Comic Gerry Dee, who is looking beyond Mr. D as he develops the single camera comedy My Scottish Family at the CBC, says network programmers have been smart in bringing Canadian and now international stars like Levy and O'Hara back home.
"Comedy is subjective. And they have a good filter for what's funny," Dee said of top execs like Heather Conway, executive VP of CBC English Services, Sally Catto, general manager of CBC TV programming and Michelle Daly, senior director of CBC comedy.
Elsewhere, Jeff Lemire lives in Toronto, but is much in demand stateside, writing Marvel Entertainment's The Extraordinary X-Men and Green Arrow and Justice League for DC Comics, and having his graphic novel series Descender turned into a movie by Sony Pictures.
Now, Lemire and indie producer First Generation Films have partnered to bring his Essex County trilogy to the CBC. The generational story is told from the perspective of a ten year-old boy in small-town Ontario where the comic artist grew up. "Growing up on a farm like I did, we spent a lot of time in wide open corn fields, besides rows of telephone poles and rusty fences, little things that look boring at the time, but come to life when I drew on them for themes," Lemire explained about Canadian motifs and places in Essex County.
Julie di Cresce, vice president of TV development at First Generation, said probing the dark side of Canadiana with evocative characters and landscape in Essex County appeals to a CBC looking for more cinematic drama. "We've been given the scope to take the stories and their characters to where we're true to the graphic novel," she said.
CBC's Ellis (pictured) insists that, even if audiences don't recognize Essex County as a location in southwestern Ontario, it will feel familiar. "Even if people don't know where Essex County is, it will feel familiar as they recognize the themes and the rich story of the family in the material, and it feels distinctly Canadian at the same time," Ellis said.

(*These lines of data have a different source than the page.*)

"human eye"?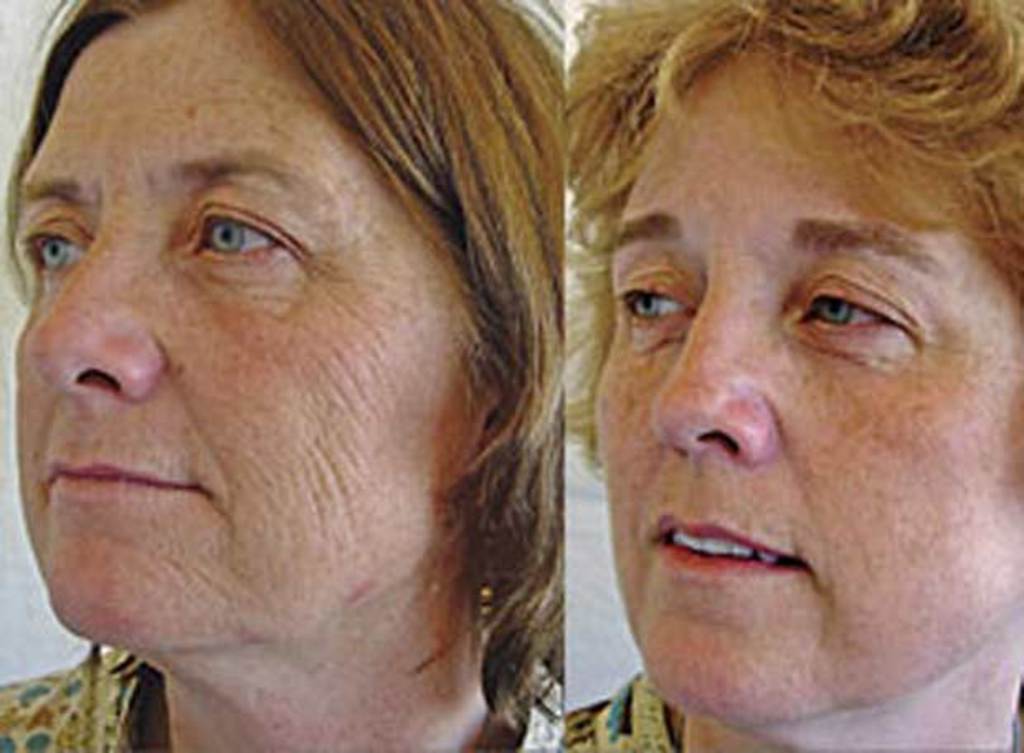
detection(13, 210, 92, 292)
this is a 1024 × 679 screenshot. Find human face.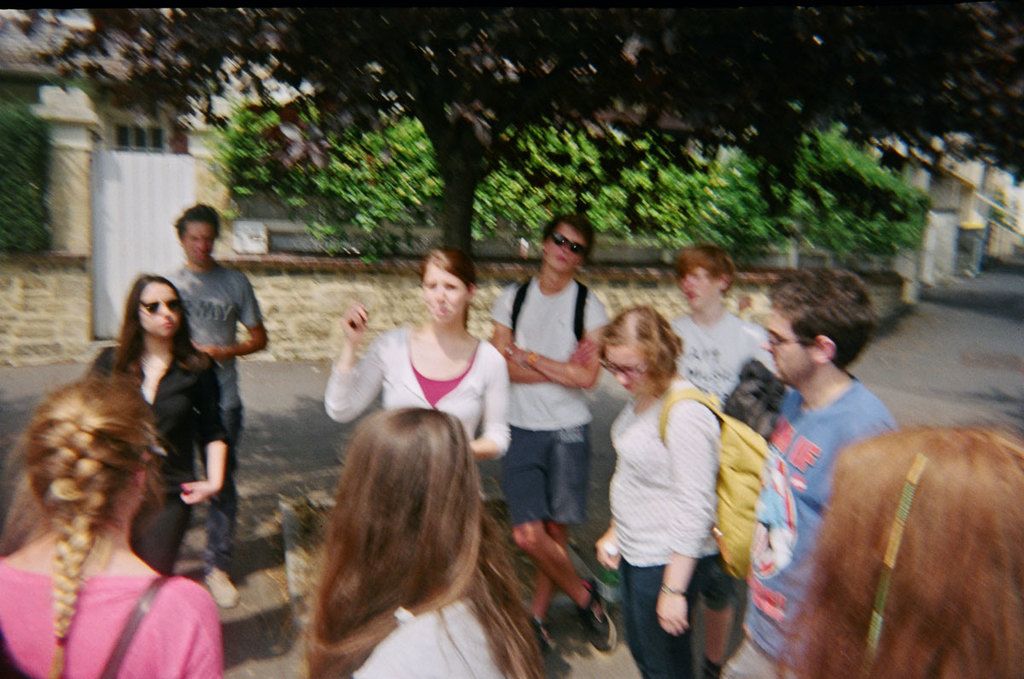
Bounding box: 423/260/467/323.
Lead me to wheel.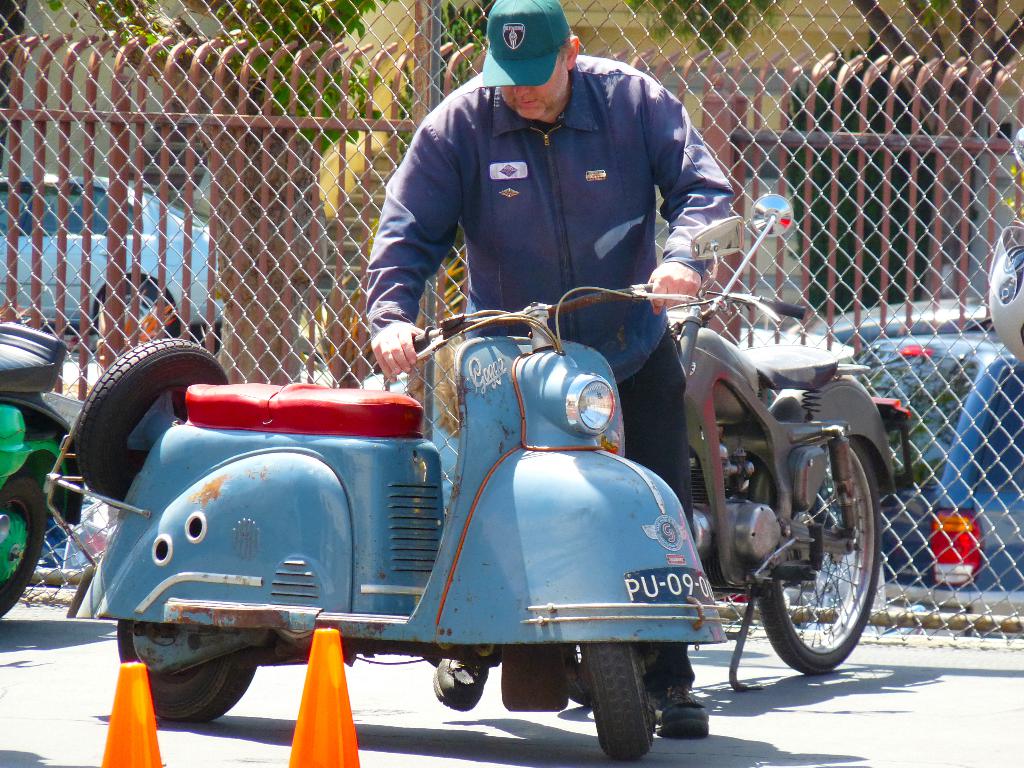
Lead to [left=579, top=643, right=653, bottom=757].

The CBC is also getting into business with Los Angeles actress Catherine Reitman, the daughter of director Ivan Reitman, as she brings a half hour comedy, Workin' Moms, about a mommies' group where four women juggle relationships, insatiable babies and postpartum depression.
Here, Reitman is hoping to wring chuckles from her own personal experience as a young mother, and that of so many other women rarely discussed. "I had the full shebang, including post-partum depression. There's a slew of things that we're hoping will help people laugh at things that are real to women," Reitman said.
The trick CBC seems to be getting better at is airing more buzz-worthy shows that grab bigger TV audiences, stream more online and travel well internationally for indie producers looking for an upside. "It feels to me like the CBC is lining up with the very appealing television that you're seeing on over-the-top, Netflix series, and premium cable series," said John Murray, vice president and supervising producer at Insight Productions, which has a half-hour drama adaptation of Lisa Gabriele's novel Tempting Faith DiNapoli parked at the CBC.
The coming-of-age story of a broke and scrappy mother and her daughter, Faith, in the recession-buffeted early 1980s in Windsor, Ontario.
"It's kind of Angela's Ashes set in Windsor. It's about an Italian Catholic family trying to make it through difficult economic times, and very character driven," Murray explained.
Filmmakers are embracing a CBC that, despite deep budget cuts (although the new federal government has promised a $150 million boost), is doing more serialized series with deeply flawed characters and the intricate plots that have set cable networks like AMC and FX and streamers like Netflix and Amazon apart from competitors.
We bet this will all be top of mind for many at CMPA Prime Time in Ottawa beginning Thursday at the Westin Hotel.